Variable-width Serif Fonts when editing plain text in Emacs
Published: July 06, 2015
I edit a lot of \(\LaTeX\) documents using AUCTeX in Emacs. Since I believe that
serif fonts like Times New Roman are a lot easier to read than monospaced
fonts, I wanted to be able to view and edit text in an emacs buffer using a
variable-width, serif font. After 20 minutes of elisp hacking during lunch, I
came up with toggle-serif
, a small elisp function that does exactly what I
want.
When invoked, toggle-serif
changes the default font family of the buffer to
Liberation Serif. The only problem I had was that I wanted to preserve the
default monospace fonts for some faces, for example verbatim code snippets or
markup commands.
For this reason, toggle-serif
keeps the default
font
family for every font that is listed in the variable
serif-preserve-default-list
. To set this variable, we need code like the
following in our emacs configuration:
(defvar serif-preserve-default-list nil "A list holding the faces that preserve the default family and height when TOGGLE-SERIF is used.") (setq serif-preserve-default-list '(;; LaTeX markup font-latex-math-face font-latex-sedate-face font-latex-warning-face ;; org markup org-latex-and-related org-meta-line org-verbatim org-block-begin-line ;; syntax highlighting using font-lock font-lock-builtin-face font-lock-comment-delimiter-face font-lock-comment-face font-lock-constant-face font-lock-doc-face font-lock-function-name-face font-lock-keyword-face font-lock-negation-char-face font-lock-preprocessor-face font-lock-regexp-grouping-backslash font-lock-regexp-grouping-construct font-lock-string-face font-lock-type-face font-lock-variable-name-face font-lock-warning-face))

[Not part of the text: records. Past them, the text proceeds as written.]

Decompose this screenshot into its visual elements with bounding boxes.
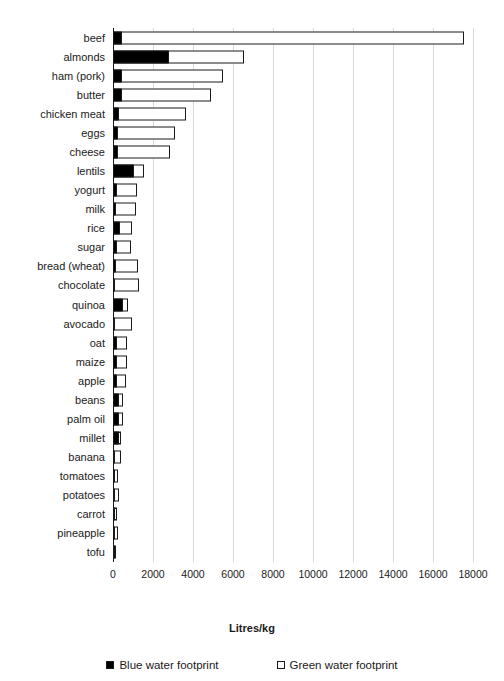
bar-row: beans: [113, 390, 493, 409]
plot-area: beefalmondsham (pork)butterchicken meate…: [113, 28, 493, 562]
bar-rows: beefalmondsham (pork)butterchicken meate…: [113, 28, 493, 562]
x-tick-label: 6000: [221, 569, 244, 580]
stacked-bar: [113, 203, 136, 216]
category-label: banana: [68, 452, 105, 463]
bar-segment-green: [118, 393, 123, 406]
bar-segment-green: [114, 489, 119, 502]
category-label: beef: [84, 32, 105, 43]
x-tick-label: 14000: [378, 569, 407, 580]
stacked-bar: [113, 50, 244, 63]
category-label: almonds: [63, 51, 105, 62]
category-label: potatoes: [63, 490, 105, 501]
bar-row: chocolate: [113, 276, 493, 295]
x-axis: 0200040006000800010000120001400016000180…: [113, 562, 493, 592]
bar-row: tomatoes: [113, 467, 493, 486]
bar-row: lentils: [113, 162, 493, 181]
x-tick-label: 0: [110, 569, 116, 580]
stacked-bar: [113, 546, 116, 559]
water-footprint-chart: beefalmondsham (pork)butterchicken meate…: [0, 0, 504, 681]
category-label: tofu: [87, 547, 105, 558]
stacked-bar: [113, 317, 132, 330]
legend-label-green: Green water footprint: [290, 659, 398, 671]
bar-row: potatoes: [113, 486, 493, 505]
category-label: chicken meat: [40, 108, 105, 119]
legend-item-green: Green water footprint: [277, 659, 398, 671]
stacked-bar: [113, 165, 144, 178]
bar-segment-green: [116, 355, 127, 368]
category-label: ham (pork): [52, 70, 105, 81]
bar-segment-green: [114, 317, 132, 330]
category-label: yogurt: [74, 185, 105, 196]
bar-row: avocado: [113, 314, 493, 333]
bar-row: pineapple: [113, 524, 493, 543]
bar-segment-green: [115, 260, 138, 273]
category-label: carrot: [77, 509, 105, 520]
stacked-bar: [113, 470, 118, 483]
bar-segment-green: [119, 222, 132, 235]
bar-segment-green: [116, 336, 127, 349]
stacked-bar: [113, 241, 131, 254]
bar-segment-green: [116, 241, 131, 254]
bar-row: tofu: [113, 543, 493, 562]
stacked-bar: [113, 508, 117, 521]
bar-row: maize: [113, 352, 493, 371]
stacked-bar: [113, 355, 127, 368]
stacked-bar: [113, 393, 123, 406]
x-tick-label: 16000: [418, 569, 447, 580]
bar-segment-green: [117, 126, 175, 139]
bar-row: ham (pork): [113, 66, 493, 85]
x-tick-label: 18000: [458, 569, 487, 580]
bar-segment-green: [116, 374, 126, 387]
category-label: apple: [78, 375, 105, 386]
bar-segment-green: [121, 69, 223, 82]
bar-segment-green: [121, 31, 464, 44]
legend-item-blue: Blue water footprint: [106, 659, 218, 671]
bar-segment-green: [122, 298, 129, 311]
stacked-bar: [113, 451, 121, 464]
bar-segment-green: [118, 412, 123, 425]
legend-label-blue: Blue water footprint: [119, 659, 218, 671]
bar-segment-green: [118, 107, 186, 120]
stacked-bar: [113, 432, 121, 445]
category-label: bread (wheat): [37, 261, 105, 272]
bar-row: yogurt: [113, 181, 493, 200]
x-tick-label: 8000: [261, 569, 284, 580]
category-label: tomatoes: [60, 471, 105, 482]
category-label: maize: [76, 356, 105, 367]
category-label: beans: [75, 394, 105, 405]
stacked-bar: [113, 145, 170, 158]
category-label: butter: [77, 89, 105, 100]
bar-row: chicken meat: [113, 104, 493, 123]
category-label: avocado: [63, 318, 105, 329]
bar-segment-green: [114, 546, 116, 559]
filled-square-icon: [106, 661, 114, 669]
bar-row: eggs: [113, 123, 493, 142]
bar-segment-green: [118, 432, 121, 445]
bar-segment-blue: [113, 50, 169, 63]
stacked-bar: [113, 489, 119, 502]
bar-row: millet: [113, 429, 493, 448]
bar-segment-green: [121, 88, 211, 101]
bar-segment-green: [168, 50, 244, 63]
bar-segment-green: [114, 527, 118, 540]
category-label: chocolate: [58, 280, 105, 291]
bar-row: banana: [113, 448, 493, 467]
bar-row: quinoa: [113, 295, 493, 314]
stacked-bar: [113, 336, 127, 349]
bar-row: sugar: [113, 238, 493, 257]
bar-row: palm oil: [113, 409, 493, 428]
category-label: quinoa: [72, 299, 105, 310]
x-tick-label: 2000: [141, 569, 164, 580]
stacked-bar: [113, 126, 175, 139]
category-label: rice: [87, 223, 105, 234]
stacked-bar: [113, 527, 118, 540]
x-tick-label: 10000: [298, 569, 327, 580]
category-label: cheese: [70, 146, 105, 157]
bar-row: butter: [113, 85, 493, 104]
bar-segment-blue: [113, 165, 134, 178]
stacked-bar: [113, 298, 128, 311]
x-tick-label: 12000: [338, 569, 367, 580]
bar-row: oat: [113, 333, 493, 352]
empty-square-icon: [277, 661, 285, 669]
bar-row: rice: [113, 219, 493, 238]
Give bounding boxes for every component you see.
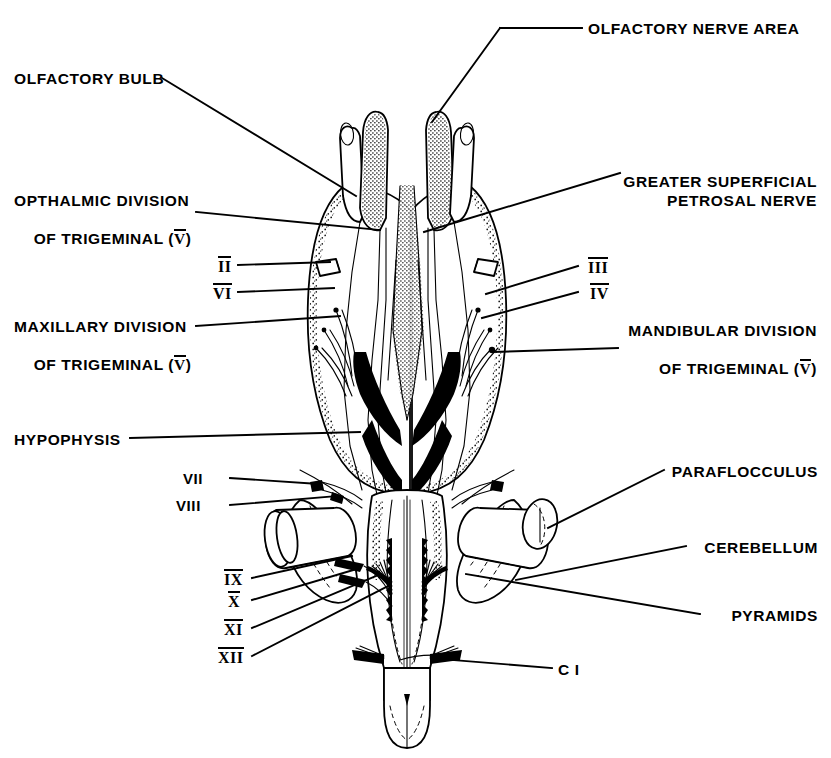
label-nerve-vi: VI xyxy=(213,283,232,303)
label-greater-superficial-petrosal-line1: GREATER SUPERFICIAL xyxy=(500,172,817,191)
label-maxillary-division-line2: OF TRIGEMINAL (V) xyxy=(14,336,192,393)
label-greater-superficial-petrosal-line2: PETROSAL NERVE xyxy=(500,191,817,210)
label-nerve-iii: III xyxy=(588,257,608,277)
maxillary-numeral-v: V xyxy=(174,355,186,372)
leader-hypophysis xyxy=(130,432,360,438)
label-mandibular-division-line2: OF TRIGEMINAL (V) xyxy=(500,340,817,397)
label-cervical-one: C I xyxy=(558,660,580,679)
label-olfactory-bulb: OLFACTORY BULB xyxy=(14,69,164,88)
maxillary-suffix: ) xyxy=(186,356,192,373)
spinal-cord xyxy=(384,668,430,748)
label-olfactory-nerve-area: OLFACTORY NERVE AREA xyxy=(588,19,800,38)
label-mandibular-division-line1: MANDIBULAR DIVISION xyxy=(500,321,817,340)
label-nerve-vii: VII xyxy=(183,469,203,488)
label-paraflocculus: PARAFLOCCULUS xyxy=(600,462,818,481)
mandibular-suffix: ) xyxy=(811,360,817,377)
mandibular-numeral-v: V xyxy=(800,359,812,376)
label-opthalmic-division-line1: OPTHALMIC DIVISION xyxy=(14,191,189,210)
label-hypophysis: HYPOPHYSIS xyxy=(14,430,121,449)
label-cerebellum: CEREBELLUM xyxy=(600,538,818,557)
label-nerve-iv: IV xyxy=(590,283,609,303)
leader-olfactory-nerve-area-d xyxy=(432,28,500,122)
label-maxillary-division-line1: MAXILLARY DIVISION xyxy=(14,317,187,336)
leader-c-one xyxy=(452,660,552,668)
label-opthalmic-division-line2: OF TRIGEMINAL (V) xyxy=(14,210,192,267)
label-nerve-viii: VIII xyxy=(176,496,201,515)
maxillary-prefix: OF TRIGEMINAL ( xyxy=(34,356,174,373)
opthalmic-numeral-v: V xyxy=(174,229,186,246)
label-nerve-ii: II xyxy=(218,256,231,276)
opthalmic-prefix: OF TRIGEMINAL ( xyxy=(34,230,174,247)
mandibular-prefix: OF TRIGEMINAL ( xyxy=(659,360,799,377)
leader-nerve-viii xyxy=(230,496,338,505)
label-nerve-xii: XII xyxy=(218,647,244,667)
label-nerve-xi: XI xyxy=(224,619,243,639)
label-nerve-ix: IX xyxy=(224,569,243,589)
leader-olfactory-bulb xyxy=(162,78,356,196)
label-pyramids: PYRAMIDS xyxy=(600,606,818,625)
opthalmic-suffix: ) xyxy=(186,230,192,247)
figure-canvas: OLFACTORY NERVE AREA OLFACTORY BULB GREA… xyxy=(0,0,831,758)
leader-nerve-vii xyxy=(230,478,318,484)
label-nerve-x: X xyxy=(228,591,240,611)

After specifying the faces we want to preserve, we can use
toggle-serif
:
(defun toggle-serif () "Change the default face of the current buffer to use a serif family." (interactive) (when (display-graphic-p) ;; this is only for graphical emacs ;; the serif font familiy and height, save the default attributes (let ((serif-fam "Liberation Serif") (serif-height 120) (default-fam (face-attribute 'default :family)) (default-height (face-attribute 'default :height))) (if (not (bound-and-true-p default-cookie)) (progn (make-local-variable 'default-cookie) (make-local-variable 'preserve-default-cookies-list) (setq preserve-default-cookies-list nil) ;; remap default face to serif (setq default-cookie (face-remap-add-relative 'default :family serif-fam :height serif-height)) ;; keep previously defined monospace fonts the same (dolist (face serif-preserve-default-list) (add-to-list 'preserve-default-cookies-list (face-remap-add-relative face :family default-fam :height default-height))) (message "Turned on serif writing font.")) ;; undo changes (progn (face-remap-remove-relative default-cookie) (dolist (cookie preserve-default-cookies-list) (face-remap-remove-relative cookie)) (setq default-cookie nil) (setq preserve-default-cookies-list nil) (message "Restored default fonts."))))))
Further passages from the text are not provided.